Wednesday, December 14, 2011

Putting On Shoes


God became human.  Well, sure, God can do that if God chooses, but why?  Why would the Divine CHOOSE to become human, CHOOSE to live a life that includes suffering and fear, CHOOSE to live in this imperfect world?  It just doesn't make a whole lot of sense.  I suppose it's part of that mystery thing.  And the truth is, we struggle with it.  We try to justify it.  You've heard it all before:  "God was the perfect human," "God was only posing as a human," or "It was part of God's plan."  Really?  God PLANNED to be born into poverty, PLANNED to be born into an oppressive society, PLANNED to struggle, PLANNED to be disliked, and PLANNED to die?  I don't really know if that was all part of God's plan or not.  Is it so hard for us to accept that God just CHOSE to be one of us?  After all, part of being human is being subjected to a certain randomness of order, to a life that, as hard as it is for us to imagine, is beyond our control, and to not only the free will of ourself, but also the free will, the choice to do right or do wrong, that others around us have. Being human means that not all of life is a predictable pattern, not all of life is planned.  But, nevertheless, God became human.  After eons and eons of trying to get our attention, God put on shoes and walked with us.

"Incarnate" literally means "taking on flesh."  It means becoming tangible, real, touchable, accessible.  It means becoming human.  It means putting on shoes. In the book Everything Belongs, Richard Rohr calls it God's "most dangerous disguise."  After all, taking on flesh, becoming tangible, becoming real, touchable, accessible also makes one vulnerable and that is incredibly dangerous.  God put on shoes to show us how to be vulnerable, to show us how to give up a piece of ourself and open ourself to the Divine.

The Shoe Heap, Auschwitz, Poland
More than a decade ago, I had the opportunity to visit Auschwitz, Poland.  I expected to be appalled; I expected to be moved; I expected to be saddened at what I would fine.  I did not expect to become so personally or spiritually involved.  As you walk through the concentration camp, you encounter those things that belonged to the prisoners and victims that were unearthed when the camp was captured--suitcases, eye glasses, books, clothes, artifical limbs, and shoes--lots and lots and lots and lots of shoes--mountains of humanity, all piled up in randomness and namelessness and despair.  This is humanity at its worst.  This is humanity making unthinkable decisions about one another based on the need to be in control, based on the need to be proved right or worthy or acceptable at the expense of others' lives, based on the assumption that one human is better or more deserving than another.

And yet, God CHOSE to be human.  God CHOSE to put on shoes, temporarily separating the Godself from the Holy Ground that is always a part of us, and entering our vulnerability.  God willingly CHOSE to become vulnerable and subject to humanity at its worst.  But God did this because beneath us all is Holy Ground.  God came to this earth and put on shoes and walked this earth that we might learn to take our shoes off and feel the Holy Ground beneath our feet.  God CHOSE to be human not so we would learn to be Divine (after all, that is God's department) but so that we would learn what it means to take off our shoes and feel the earth, feel the sand, feel the rock, feel the Divine Creation that is always with us and know that part of being human is knowing the Divine.  Part of being human is being able to feel the earth move under your feet, to be vulnerable, to be tangible, to be real, to take on flesh, to be incarnate.  Part of being human is making God come alive.
  
In this season of Advent, give yourself the gift of being human, being vulnerable, and knowing the God who is Divine. Take off your shoes and feel the earth move under your feet.  God is coming!  The earth is beginning to move!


__WHAT NEEDS TO BE DONE__:
Skip the pictures. Return exactly the lines from the one containing "Describe the element" through the end of the entries below.

START DATA EXCERPTS

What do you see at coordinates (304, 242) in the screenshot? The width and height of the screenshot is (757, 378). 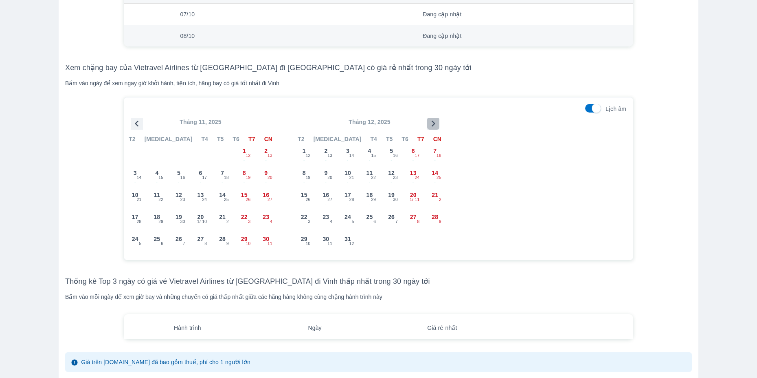 I see `button: 29-10` at bounding box center [304, 242].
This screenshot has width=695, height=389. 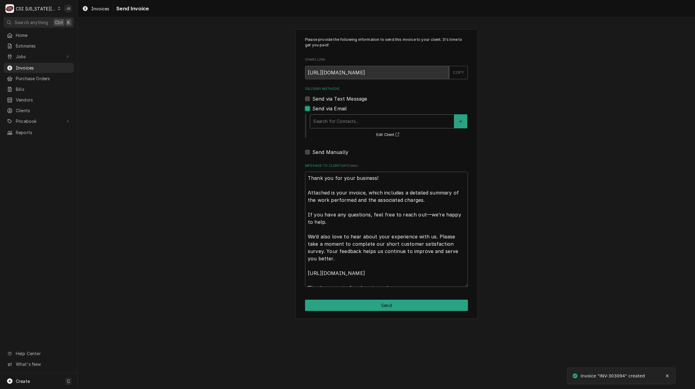 What do you see at coordinates (39, 100) in the screenshot?
I see `a: Vendors` at bounding box center [39, 100].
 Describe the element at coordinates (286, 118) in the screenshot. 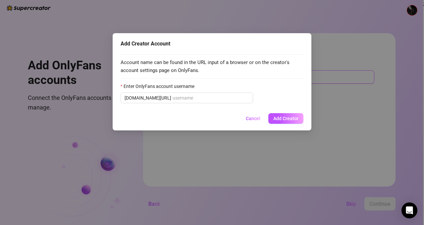

I see `button: Add Creator` at that location.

END DATA EXCERPTS

__SOLUTION__:
 Describe the element at coordinates (286, 118) in the screenshot. 

I see `button: Add Creator` at that location.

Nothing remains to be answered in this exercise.